A reader has started a website that contains some useful guidance about how you can claim legal exemption.
And here’s a round-up of the scientific evidence on the effectiveness of mask (threadbare at best).
Samaritans
If you are struggling to cope, please call Samaritans for free on 116 123 (UK and ROI), email jo@samaritans.org or visit the Samaritans website to find details of your nearest branch. Samaritans is available round the clock, every single day of the year, providing a safe place for anyone struggling to cope, whoever they are, however they feel, whatever life has done to them.
Shameless Begging Bit
Thanks as always to those of you who made a donation in the past 24 hours to pay for the upkeep of this site.
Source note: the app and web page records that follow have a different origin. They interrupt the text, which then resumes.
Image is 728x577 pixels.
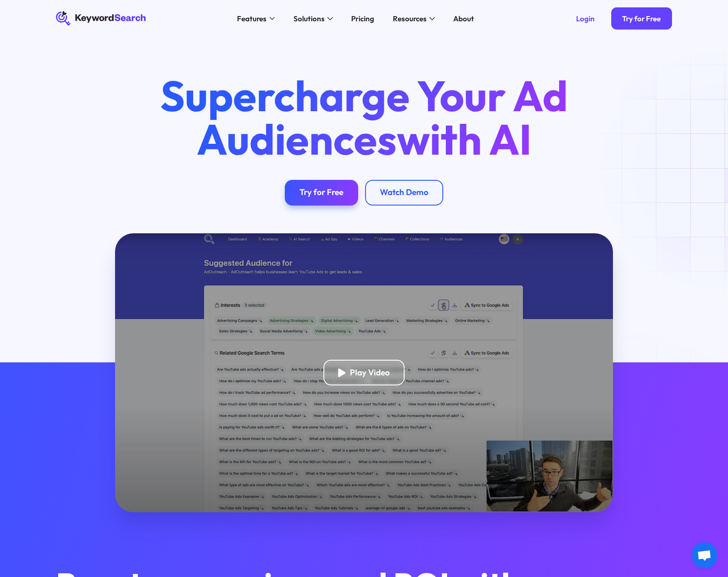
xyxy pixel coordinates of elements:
[300,187,343,198] div: Try for Free
[576,14,594,23] div: Login
[285,180,358,205] a: Try for Free
[115,234,613,512] a: open lightbox
[448,11,479,26] a: About
[691,542,717,568] a: Open chat
[293,13,324,24] div: Solutions
[143,74,585,161] h1: Supercharge Your Ad Audiences
[350,368,390,378] div: Play Video
[453,13,474,24] div: About
[237,13,266,24] div: Features
[611,8,672,30] a: Try for Free
[564,8,605,30] a: Login
[396,112,531,166] span: with AI
[346,11,380,26] a: Pricing
[380,187,428,198] div: Watch Demo
[392,13,427,24] div: Resources
[622,14,661,23] div: Try for Free
[351,13,374,24] div: Pricing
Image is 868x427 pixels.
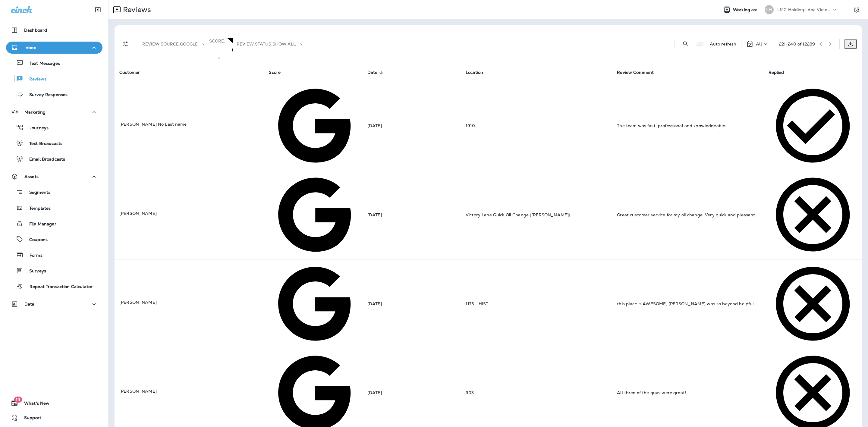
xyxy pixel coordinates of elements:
span: Replied [768,70,784,75]
span: Location [465,70,483,75]
p: Surveys [23,269,46,275]
button: Settings [851,5,862,15]
span: 1175 - HIST [465,301,489,306]
p: Inbox [24,45,36,50]
p: Dashboard [24,28,47,32]
div: LH [765,5,774,14]
p: All [756,41,762,47]
span: 5 Stars [225,38,362,44]
div: Score:5 Stars [205,28,233,60]
button: 19What's New [6,398,103,410]
button: Journeys [6,121,103,134]
td: [DATE] [363,170,461,260]
span: Victory Lane Quick Oil Change ([PERSON_NAME]) [465,212,570,217]
p: Email Broadcasts [23,157,65,162]
span: Review Source : Google [143,41,198,47]
span: 5 Stars [357,300,801,306]
span: Working as: [733,8,759,12]
button: Text Broadcasts [6,137,103,149]
div: Great customer service for my oil change. Very quick and pleasant. [617,212,759,218]
span: 5 Stars [357,123,801,128]
span: Replied [768,70,792,75]
span: Customer [119,70,140,75]
p: Reviews [121,5,151,14]
span: Score : [209,38,362,44]
span: Score [268,70,281,75]
button: Dashboard [6,24,103,36]
td: [DATE] [363,81,461,170]
button: Assets [6,170,103,183]
p: File Manager [23,222,57,227]
button: Data [6,298,103,310]
button: Repeat Transaction Calculator [6,280,103,293]
button: File Manager [6,217,103,230]
p: Segments [23,190,51,196]
div: Review Source:Google [139,41,205,47]
span: Location [465,70,491,75]
span: Review Comment [617,70,654,75]
button: Text Messages [6,57,103,69]
button: Templates [6,201,103,214]
button: Marketing [6,106,103,118]
span: Review Comment [617,70,661,75]
div: 221 - 240 of 12289 [779,41,814,47]
span: What's New [18,401,50,408]
button: Export as CSV [844,39,856,48]
button: Segments [6,186,103,198]
p: Text Messages [23,61,60,66]
button: Survey Responses [6,88,103,100]
span: Support [18,416,41,422]
div: this place is AWESOME, Chuck was so beyond helpful with my car along with my sisters car. He seri... [617,301,759,307]
p: LMC Holdings dba Victory Lane Quick Oil Change [777,8,831,12]
p: [PERSON_NAME] [119,389,259,395]
button: Reviews [6,72,103,85]
span: Review Status : Show All [237,41,296,47]
button: Coupons [6,233,103,246]
p: Data [24,302,35,306]
button: Search Reviews [679,38,692,50]
button: Surveys [6,264,103,277]
button: Inbox [6,41,103,54]
td: [DATE] [363,260,461,348]
p: Coupons [23,237,48,243]
p: [PERSON_NAME] [119,210,259,217]
p: Forms [23,253,42,259]
span: 5 Stars [357,390,801,395]
button: Support [6,412,103,424]
div: The team was fast, professional and knowledgeable. [617,123,759,129]
p: Survey Responses [23,92,67,98]
span: Date [367,70,378,75]
button: Forms [6,249,103,261]
span: 5 Stars [357,211,801,217]
span: 1910 [465,123,475,128]
p: Text Broadcasts [23,141,63,147]
p: [PERSON_NAME] [119,300,259,306]
span: 19 [14,397,22,403]
p: Templates [23,206,51,211]
button: Collapse Sidebar [90,4,106,16]
div: Review Status:Show All [233,41,303,47]
p: Assets [24,174,38,179]
span: Date [367,70,385,75]
button: Email Broadcasts [6,152,103,165]
div: All three of the guys were great! [617,390,759,396]
span: 903 [465,390,474,395]
p: Auto refresh [710,41,736,47]
span: Score [268,70,288,75]
p: Marketing [24,109,45,115]
p: [PERSON_NAME] No Last name [119,121,259,127]
p: Repeat Transaction Calculator [23,284,93,290]
p: Reviews [23,76,47,82]
button: Filters [119,38,131,50]
span: Customer [119,70,148,75]
p: Journeys [23,125,48,131]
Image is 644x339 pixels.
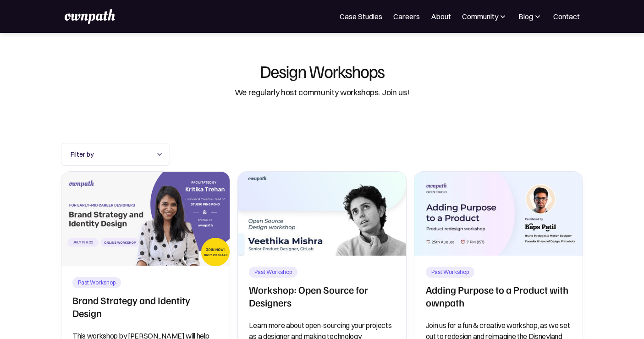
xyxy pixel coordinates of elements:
[462,11,498,22] div: Community
[462,11,507,22] div: Community
[553,11,579,22] a: Contact
[518,11,533,22] div: Blog
[518,11,542,22] div: Blog
[425,283,571,308] h2: Adding Purpose to a Product with ownpath
[71,149,151,159] div: Filter by
[254,268,291,276] div: Past Workshop
[234,87,409,98] div: We regularly host community workshops. Join us!
[431,11,451,22] a: About
[73,293,218,319] h2: Brand Strategy and Identity Design
[393,11,419,22] a: Careers
[260,62,384,79] div: Design Workshops
[248,283,395,308] h2: Workshop: Open Source for Designers
[339,11,382,22] a: Case Studies
[431,268,468,276] div: Past Workshop
[61,143,170,166] div: Filter by
[78,279,116,286] div: Past Workshop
Doing these daily updates is hard work (although we have help from lots of people, mainly in the form of readers sending us stories and links). If you feel like donating, please click here. And if you want to flag up any stories or links we should include in future updates, email us here.
And Finally…
Yesterday, I linked to the trailer for the South Park Pandemic Special – which is packed with anti-lockdown jokes. Today, I’m linking to the whole thing. Guaranteed to raise a laugh from even the most depressed sceptic. Enjoy.